My little girl is a storyteller
/My family and I have been in Seattle for five days now, and it’s been quite the whirlwind.
In addition to playing golf, walking beaches, eating delicious food, and visiting with friends and family, I have also been doing a bit of work.
On Thursday, I had the pleasure of visiting with a book club of about 17 ladies who had read a variety of my novels and nonfiction. The conversation was great, the questions were insightful, and I was once again renewed by the joy of spending time with serous readers.
On Friday night my friend, Plato, his daughter and my former student, and I attended a Moth StorySLAM in Seattle. It was just as fun and exciting as any StorySLAM in New York or Boston. Plato and I had the good luck to take the stage and tell a story - back to back - and I won the slam and Plato placed a close second.
Not the first time we have taken the top two spots at a StorySLAM.
On Saturday, I taught a storytelling workshop at the Taproot Theater in Seattle. Three dozen present and future storytellers gathered to learn some of the strategies and techniques that I have used for finding, crafting, and telling stories. It was thrilling to find such a vibrant and close knit storytelling community here in Seattle.
On Saturday night, I performed my solo show for a sold out audience in the same theater. I told five stories - all but one brand new and including a story that I had begun crafting during the workshop earlier that day. After each story, I offered some insight about the finding and crafting of the story in hopes that the audience would walk away with some strategies that they could use when telling stories.
It was a blast.
Just before intermission, Elysha also played her ukulele and sang in public for just the second time ever, and for the second time, she upstaged anything I did that night. She was sweet and charming, and she sounded beautiful.
And the kids sat backstage in the green room throughout the show, listening to the stories while pecking away on devices to keep them occupied. Just before Elysha played, they joined the audience to watch their mother do something hard and beautiful.
On Sunday morning, we traveled to Tacoma to attend a storytelling brunch called Homegrown Stories. Hosted by a storyteller named John and my agent, Taryn, folks enjoyed delicious food as names were drawn from a bowl and stories were told. I met a number of storytellers who I’ve only had the pleasure of knowing via our podcast and email, and I met some new folks, too. Clara and Charlie joined us, sitting at our feet and listening attentively. We heard stories about the challenges of running for office, hiring a professional cuddler, transitioning from female to male, and finding your husband back in middle school while writing a story together about monkey guts.
One storyteller had even told a story that used something I had done the day before in my workshop as the jumping off point.
But the moment I will never forget was when Clara took the stage before 30 or so adults and told her very first public story. She poke about being excluded from a game at summer camp, and though I am admittedly biased, her story was incredible. It was vulnerable and raw. It contained humor and suspense. She handled dialogue brilliantly. I had the good fortune of standing in the back of the room while she was telling, and I listened as the audience laughed, held their breath, sighed, and groaned at all the right moments.
Best of all, she stuck the landing. Her final sentences were perfection.
I hadn’t even known that she wanted to tell a story. I wasn’t sure how she would do. I worried that she might collapse in a bundle of anxiety and nerves.
Instead, she told a four minute story that was artfully crafted and expertly told.
I’ll never forget it.
This has been a glorious week, thanks in large part to our friends who have been kind enough to host us in their beautiful home and show us the town. But it’s also been a week filled with talk of books and stories, which has also been lovely.
But that moment when Clara stood before that audience and shared a story… that is what I will remember most.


**Instructions for the task:**
Show all lines from the data that include the word "AMERICA".

------------------------------------------------------------------------

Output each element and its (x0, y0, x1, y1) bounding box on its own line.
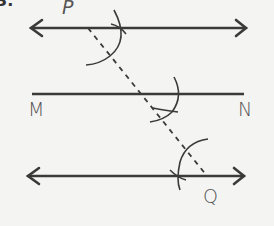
dashed-transversal (88, 28, 207, 176)
arc-at-mn (150, 77, 179, 122)
label-n: N (238, 100, 252, 119)
top-parallel-line (31, 20, 246, 36)
label-m: M (28, 100, 44, 119)
geometry-diagram: 3. P M N Q (0, 0, 274, 226)
corner-label-fragment: 3. (0, 0, 13, 10)
label-q: Q (203, 187, 218, 206)
arc-at-p (86, 10, 121, 65)
label-p: P (62, 0, 73, 17)
bottom-parallel-line (28, 168, 244, 184)
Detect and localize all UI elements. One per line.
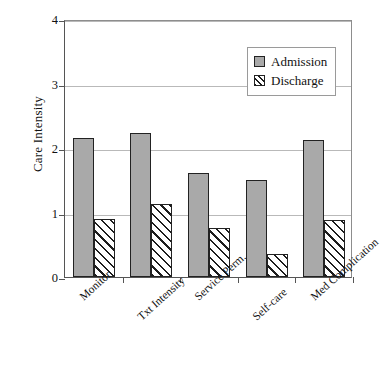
legend-label-admission: Admission [271,55,327,68]
x-axis-category-labels: MonitorTxt IntensityService Perm.Self-ca… [0,278,379,379]
chart-legend: Admission Discharge [247,47,336,96]
plot-area: Admission Discharge [64,20,352,278]
bar-discharge [151,204,172,277]
y-axis-tick-label: 4 [18,13,58,28]
x-axis-category-label: Self-care [250,286,289,323]
bar-admission [303,140,324,277]
bar-admission [130,133,151,277]
bar-discharge [267,254,288,277]
legend-label-discharge: Discharge [271,74,323,87]
legend-swatch-admission [254,56,265,67]
bar-group [123,21,181,277]
bar-admission [188,173,209,277]
bar-admission [73,138,94,277]
legend-item-admission: Admission [254,52,327,71]
bar-admission [246,180,267,277]
x-axis-category-label: Txt Intensity [135,274,187,322]
y-axis-tick-label: 3 [18,77,58,92]
bar-group [180,21,238,277]
legend-swatch-discharge [254,75,265,86]
bar-group [65,21,123,277]
y-axis-tick-label: 2 [18,142,58,157]
legend-item-discharge: Discharge [254,71,327,90]
y-axis-tick-labels: 01234 [18,20,58,278]
y-axis-tick-label: 1 [18,206,58,221]
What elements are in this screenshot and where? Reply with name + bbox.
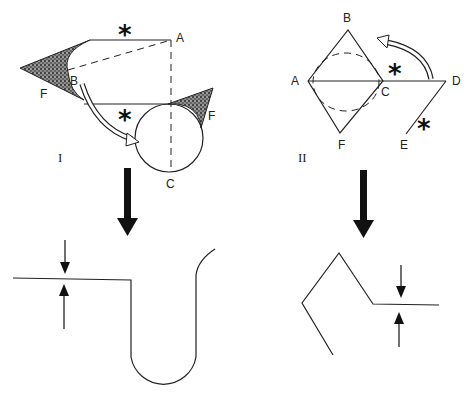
dashed-circle	[313, 53, 379, 111]
label-F-II: F	[338, 139, 345, 151]
profile-I-outline	[13, 249, 215, 384]
diagram-canvas	[0, 0, 474, 401]
label-F-left-I: F	[40, 88, 47, 100]
panel-numeral-II: II	[298, 151, 307, 164]
big-down-arrow-I	[117, 168, 138, 236]
label-D-II: D	[452, 75, 461, 87]
label-F-right-I: F	[208, 110, 215, 122]
panel-numeral-I: I	[58, 151, 62, 164]
label-A-I: A	[176, 32, 184, 44]
asterisk-DE-II: *	[417, 116, 431, 142]
label-B-I: B	[70, 75, 78, 87]
panel-I-fold-diagram	[20, 40, 213, 236]
profile-I	[13, 240, 215, 384]
label-B-II: B	[343, 12, 351, 24]
circle-cross-section	[135, 104, 203, 172]
shaded-cone-left	[20, 40, 90, 100]
hollow-curved-arrow-II	[377, 35, 431, 79]
profile-II	[302, 253, 439, 355]
label-C-I: C	[166, 178, 175, 190]
label-A-II: A	[291, 75, 299, 87]
big-down-arrow-II	[353, 170, 374, 238]
label-E-II: E	[400, 139, 408, 151]
asterisk-mid-I: *	[118, 107, 132, 133]
profile-II-outline	[302, 253, 439, 355]
asterisk-CD-II: *	[388, 61, 402, 87]
shaded-cone-right	[168, 88, 213, 128]
asterisk-top-I: *	[118, 22, 132, 48]
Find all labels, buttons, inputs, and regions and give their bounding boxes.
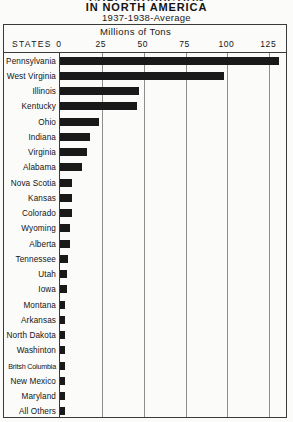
category-label-row: Illinois bbox=[4, 84, 59, 99]
category-label-row: Alabama bbox=[4, 160, 59, 175]
category-label-row: Tennessee bbox=[4, 251, 59, 266]
bar bbox=[60, 331, 65, 339]
bar-row bbox=[60, 358, 286, 373]
bar bbox=[60, 209, 72, 217]
bar-row bbox=[60, 160, 286, 175]
bar bbox=[60, 87, 139, 95]
category-label-row: Colorado bbox=[4, 206, 59, 221]
category-label: Montana bbox=[23, 300, 56, 309]
bar-row bbox=[60, 267, 286, 282]
bar-row bbox=[60, 206, 286, 221]
bar bbox=[60, 316, 65, 324]
category-label-row: All Others bbox=[4, 404, 59, 419]
category-label-row: West Virginia bbox=[4, 68, 59, 83]
bar bbox=[60, 179, 72, 187]
x-tick-50: 50 bbox=[137, 39, 148, 49]
bar-row bbox=[60, 99, 286, 114]
category-label: Maryland bbox=[22, 392, 56, 401]
category-label: Washinton bbox=[17, 346, 56, 355]
chart-title-block: COAL PRODUCTION IN NORTH AMERICA 1937-19… bbox=[0, 0, 293, 23]
category-label-row: Maryland bbox=[4, 389, 59, 404]
bar bbox=[60, 133, 90, 141]
category-label: Utah bbox=[38, 270, 56, 279]
category-label: All Others bbox=[19, 407, 56, 416]
category-label-row: Washinton bbox=[4, 343, 59, 358]
bar bbox=[60, 346, 65, 354]
category-label-row: New Mexico bbox=[4, 373, 59, 388]
chart-frame: Millions of Tons STATES 0255075100125 Pe… bbox=[3, 24, 287, 418]
bar-row bbox=[60, 312, 286, 327]
bar bbox=[60, 240, 70, 248]
category-label: Virginia bbox=[28, 148, 56, 157]
chart-axis-header: Millions of Tons STATES 0255075100125 bbox=[4, 25, 286, 53]
bar-row bbox=[60, 129, 286, 144]
chart-body: PennsylvaniaWest VirginiaIllinoisKentuck… bbox=[4, 53, 286, 417]
chart-page: COAL PRODUCTION IN NORTH AMERICA 1937-19… bbox=[0, 0, 293, 422]
category-label-row: Montana bbox=[4, 297, 59, 312]
bar-row bbox=[60, 251, 286, 266]
category-label: Ohio bbox=[38, 117, 56, 126]
category-label: Kansas bbox=[28, 193, 56, 202]
bar-row bbox=[60, 84, 286, 99]
bar-row bbox=[60, 175, 286, 190]
category-label: Tennessee bbox=[15, 254, 56, 263]
category-label: Wyoming bbox=[21, 224, 56, 233]
x-axis-title: Millions of Tons bbox=[100, 26, 171, 37]
bar-row bbox=[60, 236, 286, 251]
bar bbox=[60, 57, 279, 65]
bar-row bbox=[60, 53, 286, 68]
bar bbox=[60, 255, 68, 263]
bar bbox=[60, 148, 87, 156]
bar bbox=[60, 270, 67, 278]
category-label: Alabama bbox=[23, 163, 56, 172]
category-label-row: Indiana bbox=[4, 129, 59, 144]
category-label: Colorado bbox=[22, 209, 56, 218]
category-label-row: Wyoming bbox=[4, 221, 59, 236]
bar-row bbox=[60, 145, 286, 160]
bar-row bbox=[60, 328, 286, 343]
category-label: Pennsylvania bbox=[6, 56, 56, 65]
category-label-column: PennsylvaniaWest VirginiaIllinoisKentuck… bbox=[4, 53, 59, 417]
bar bbox=[60, 301, 65, 309]
plot-area bbox=[59, 53, 286, 417]
bar-row bbox=[60, 297, 286, 312]
category-label: Arkansas bbox=[21, 315, 56, 324]
y-axis-title: STATES bbox=[12, 39, 52, 49]
bar bbox=[60, 392, 65, 400]
category-label: Kentucky bbox=[22, 102, 56, 111]
bar bbox=[60, 362, 65, 370]
bar bbox=[60, 224, 70, 232]
category-label-row: Virginia bbox=[4, 145, 59, 160]
x-tick-75: 75 bbox=[179, 39, 190, 49]
bar bbox=[60, 407, 65, 415]
bar bbox=[60, 163, 82, 171]
bar bbox=[60, 102, 137, 110]
x-tick-0: 0 bbox=[56, 39, 61, 49]
category-label-row: Britsh Columbia bbox=[4, 358, 59, 373]
category-label-row: Nova Scotia bbox=[4, 175, 59, 190]
bar bbox=[60, 285, 67, 293]
bar bbox=[60, 72, 224, 80]
bar-row bbox=[60, 343, 286, 358]
category-label-row: North Dakota bbox=[4, 328, 59, 343]
bar bbox=[60, 377, 65, 385]
category-label-row: Utah bbox=[4, 267, 59, 282]
bar-row bbox=[60, 68, 286, 83]
category-label-row: Kentucky bbox=[4, 99, 59, 114]
chart-subtitle: 1937-1938-Average bbox=[0, 12, 293, 23]
bar-row bbox=[60, 373, 286, 388]
category-label: Iowa bbox=[38, 285, 56, 294]
category-label: North Dakota bbox=[7, 331, 56, 340]
bar bbox=[60, 118, 99, 126]
bar-row bbox=[60, 221, 286, 236]
category-label: Indiana bbox=[28, 132, 56, 141]
category-label: West Virginia bbox=[7, 71, 56, 80]
x-tick-25: 25 bbox=[96, 39, 107, 49]
category-label-row: Kansas bbox=[4, 190, 59, 205]
x-tick-100: 100 bbox=[218, 39, 234, 49]
category-label: Britsh Columbia bbox=[8, 361, 56, 370]
bar bbox=[60, 194, 72, 202]
bar-row bbox=[60, 190, 286, 205]
category-label-row: Alberta bbox=[4, 236, 59, 251]
category-label-row: Pennsylvania bbox=[4, 53, 59, 68]
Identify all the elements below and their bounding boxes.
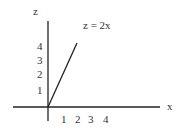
x-tick-1: 1 [61,113,67,125]
z-tick-3: 3 [37,54,43,66]
x-tick-3: 3 [88,113,94,125]
equation-label: z = 2x [83,19,111,31]
z-tick-4: 4 [37,40,43,52]
x-tick-4: 4 [103,113,109,125]
line-z-equals-2x [48,43,77,107]
plot-canvas: z x z = 2x 4 3 2 1 1 2 3 4 [0,0,182,135]
x-axis-label: x [167,100,173,112]
z-tick-1: 1 [37,84,43,96]
z-axis-label: z [33,5,38,17]
z-tick-2: 2 [37,68,43,80]
x-tick-2: 2 [75,113,81,125]
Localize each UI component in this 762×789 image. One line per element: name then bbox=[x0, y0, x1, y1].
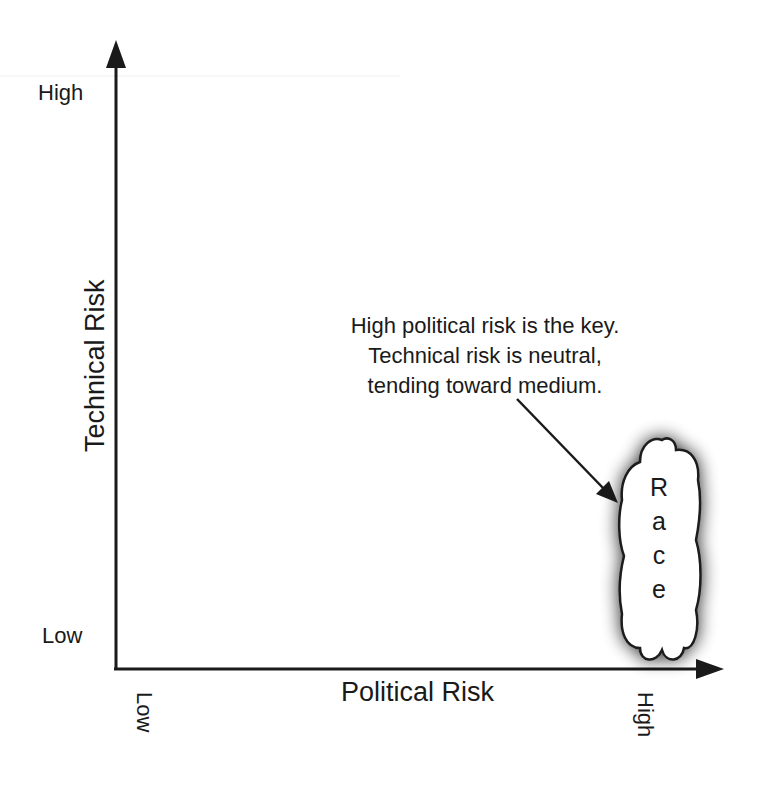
x-axis-high-label: High bbox=[632, 692, 658, 737]
race-letter: c bbox=[617, 538, 701, 572]
annotation-line: tending toward medium. bbox=[300, 371, 670, 401]
annotation-line: High political risk is the key. bbox=[300, 311, 670, 341]
y-axis-low-label: Low bbox=[42, 623, 82, 649]
annotation-arrow bbox=[517, 399, 618, 503]
x-axis-low-label: Low bbox=[131, 692, 157, 732]
annotation-line: Technical risk is neutral, bbox=[300, 341, 670, 371]
race-cloud-label: R a c e bbox=[617, 470, 701, 606]
race-letter: e bbox=[617, 572, 701, 606]
annotation-text: High political risk is the key. Technica… bbox=[300, 311, 670, 401]
race-letter: R bbox=[617, 470, 701, 504]
y-axis-title: Technical Risk bbox=[80, 279, 111, 452]
y-axis-arrowhead-icon bbox=[106, 40, 126, 68]
x-axis bbox=[114, 659, 724, 679]
x-axis-title: Political Risk bbox=[341, 677, 494, 708]
race-letter: a bbox=[617, 504, 701, 538]
y-axis-high-label: High bbox=[38, 80, 83, 106]
x-axis-arrowhead-icon bbox=[696, 659, 724, 679]
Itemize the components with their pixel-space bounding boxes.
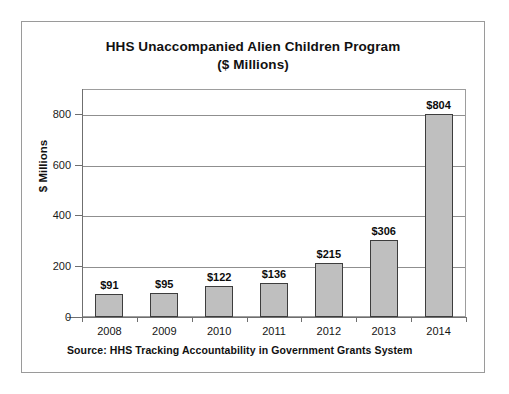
bar-2010[interactable] (205, 286, 233, 317)
y-tick-label-400: 400 (31, 210, 71, 221)
y-tick-label-0: 0 (31, 312, 71, 323)
bar-value-label: $804 (426, 99, 450, 111)
y-tick-800 (75, 114, 82, 115)
x-tick-label-2009: 2009 (134, 325, 194, 337)
x-tick (301, 317, 302, 322)
x-tick-label-2010: 2010 (189, 325, 249, 337)
x-tick (137, 317, 138, 322)
bar-2008[interactable] (95, 294, 123, 317)
x-tick (356, 317, 357, 322)
x-tick-label-2013: 2013 (354, 325, 414, 337)
bar-2009[interactable] (150, 293, 178, 317)
chart-figure: HHS Unaccompanied Alien Children Program… (0, 0, 509, 394)
x-tick-label-2014: 2014 (409, 325, 469, 337)
chart-title-line-2: ($ Millions) (21, 56, 485, 74)
y-tick-label-200: 200 (31, 261, 71, 272)
bar-slot: $136 (247, 89, 302, 317)
bar-value-label: $95 (155, 278, 173, 290)
y-tick-0 (75, 317, 82, 318)
bar-2011[interactable] (260, 283, 288, 317)
bar-2014[interactable] (425, 114, 453, 317)
bars-layer: $91 $95 $122 $136 $215 $306 $804 (82, 89, 466, 317)
bar-slot: $95 (137, 89, 192, 317)
x-tick-label-2008: 2008 (79, 325, 139, 337)
x-tick (247, 317, 248, 322)
chart-title: HHS Unaccompanied Alien Children Program… (21, 38, 485, 74)
bar-value-label: $122 (207, 271, 231, 283)
x-axis-line (67, 317, 466, 318)
bar-slot: $91 (82, 89, 137, 317)
bar-slot: $306 (356, 89, 411, 317)
bar-2012[interactable] (315, 263, 343, 317)
x-tick-label-2011: 2011 (244, 325, 304, 337)
bar-2013[interactable] (370, 240, 398, 317)
x-tick (411, 317, 412, 322)
chart-title-line-1: HHS Unaccompanied Alien Children Program (106, 39, 401, 54)
x-tick (82, 317, 83, 322)
y-tick-200 (75, 266, 82, 267)
bar-slot: $122 (192, 89, 247, 317)
y-tick-600 (75, 165, 82, 166)
x-tick-label-2012: 2012 (299, 325, 359, 337)
x-tick (192, 317, 193, 322)
bar-value-label: $91 (100, 279, 118, 291)
bar-value-label: $306 (371, 225, 395, 237)
y-tick-label-800: 800 (31, 109, 71, 120)
bar-value-label: $136 (262, 268, 286, 280)
y-tick-label-600: 600 (31, 160, 71, 171)
y-tick-400 (75, 215, 82, 216)
bar-slot: $804 (411, 89, 466, 317)
bar-slot: $215 (301, 89, 356, 317)
bar-value-label: $215 (317, 248, 341, 260)
source-note: Source: HHS Tracking Accountability in G… (67, 344, 413, 356)
x-tick (466, 317, 467, 322)
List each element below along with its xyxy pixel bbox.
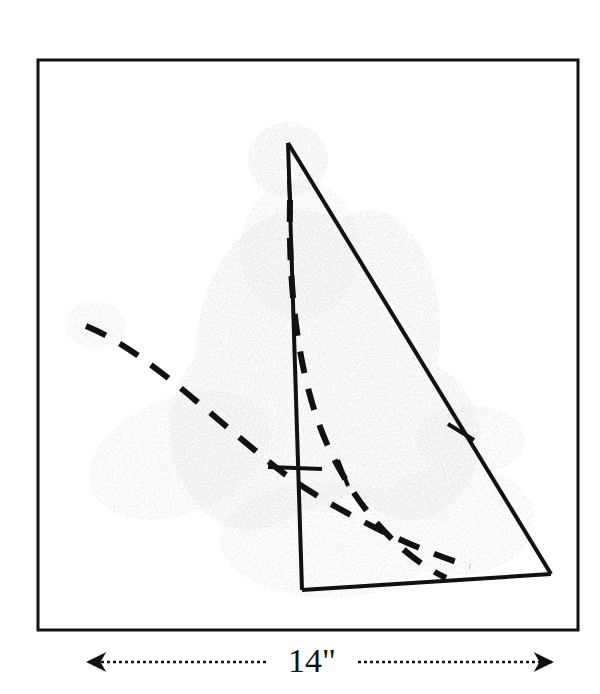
dimension-value-label: 14" [288,644,336,678]
tick-on-arc-left [268,467,322,469]
figure-canvas: 14" [0,0,600,694]
pattern-diagram-svg [0,0,600,694]
tick-apex [289,180,291,215]
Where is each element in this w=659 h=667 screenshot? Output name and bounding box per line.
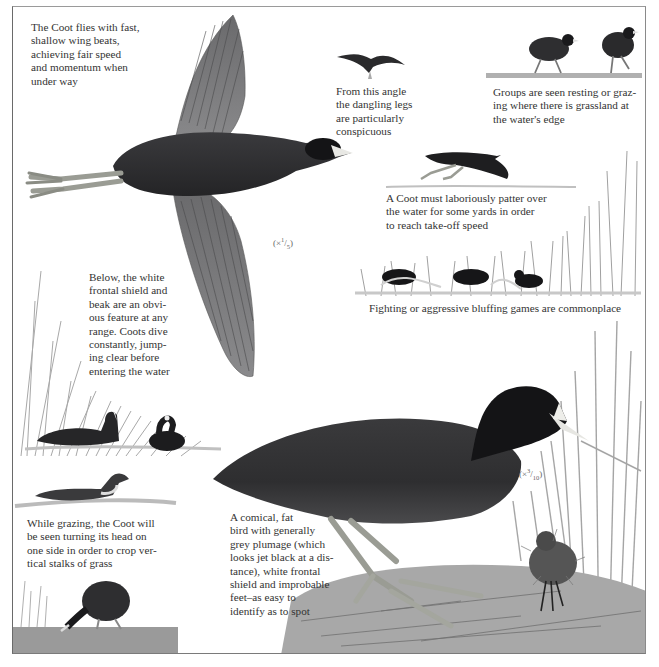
scale-prefix: (× [519,469,527,479]
front-view-coot-illustration [337,54,405,79]
caption-description: A comical, fat bird with generally grey … [230,511,333,618]
illustration-plate: The Coot flies with fast, shallow wing b… [12,6,646,654]
caption-fighting: Fighting or aggressive bluffing games ar… [369,302,621,315]
scale-suffix: ) [539,469,542,479]
takeoff-coot-illustration [386,152,576,187]
caption-groups: Groups are seen resting or graz- ing whe… [493,86,636,126]
grazing-coot-illustration [13,581,178,654]
fighting-coots-illustration [355,269,641,293]
caption-flight: The Coot flies with fast, shallow wing b… [31,21,139,88]
scale-prefix: (× [273,238,281,248]
scale-num: 3 [527,467,530,474]
scale-suffix: ) [290,238,293,248]
nest-illustration [281,565,646,654]
scale-num: 1 [281,236,284,243]
caption-takeoff: A Coot must laboriously patter over the … [386,192,547,232]
scale-standing: (×3/10) [519,467,542,481]
caption-dangling-legs: From this angle the dangling legs are pa… [336,85,412,139]
resting-group-illustration [486,27,642,78]
scale-flight: (×1/5) [273,236,293,250]
side-head-coot-illustration [15,473,176,506]
caption-below: Below, the white frontal shield and beak… [89,271,170,378]
caption-grazing: While grazing, the Coot will be seen tur… [27,517,157,571]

------------------------------------------------------------------------

**Solution to this exercise:**
chart-title-block: COAL PRODUCTION IN NORTH AMERICA 1937-19… bbox=[0, 0, 293, 23]
chart-page: COAL PRODUCTION IN NORTH AMERICA 1937-19… bbox=[0, 0, 293, 422]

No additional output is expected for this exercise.